The game was marketed as an educational game, but it seems to me to have aspects of what’s come to be called “persuasive” games as well. (I suppose these things are not clearly separable.) The whole point is to teach you the importance of caring for the ecosystem, so obviously there’s a bit of an environmentalist agenda there. But it’s a very non-specific environmentalist agenda, and somewhat muddled, what with its underlying assumption that wildlife exists primarily to be exploited. But consider how the harvesting of resources works. You can set the harvest rate for each species to a few rough categories: “None”, “Some”, “Lots”, “Maintain”, “As needed”. As far as I can tell, the “Lots” setting translates to “Render this species extinct as quickly as possible”. Although that’s handy in a few of the training missions, where you don’t have to worry about lasting consequences, it’s hard to imagine it being useful in a real game. No, the “Lots” option is not there to serve a gameplay purpose, but to convey a message, that unbridled consumption yields environmental devastation.
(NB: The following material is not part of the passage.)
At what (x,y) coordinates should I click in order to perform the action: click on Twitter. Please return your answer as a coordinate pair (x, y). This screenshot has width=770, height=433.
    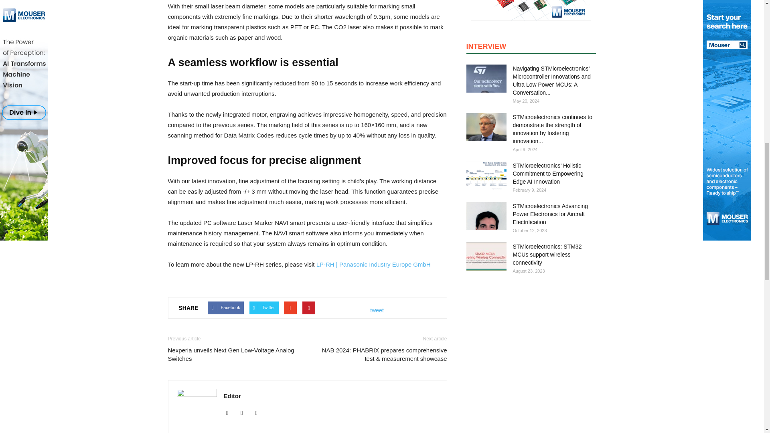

I should probably mention that this is nominally a Star Wars Episode 1 game. This doesn’t make a great deal of difference; of all the Star Wars-themed games I’ve played, this is probably the one that has the least to do with the movies. (The closest runner-up for that honor is probably Pit Droids, a puzzle game also from the Lucas Learning line.) A few of the organisms are taken from the movies; for the first time, you get to see dewbacks, rancors, and dianogas in the wild. But the Star Wars movies don’t contain nearly enough plant or animal species to form an ecosystem, so the bulk of the critters were invented for this game. Boss Nass will occasionally send you a voice message about how the colonists urgently need more materials, and sometimes Jar Jar Binks will pop up to say something utterly pointless. Finding the option to turn off Jar Jar is one of the game’s most satisfying moments. It’s almost as if he was included for the specific purpose of allowing the player to disable him.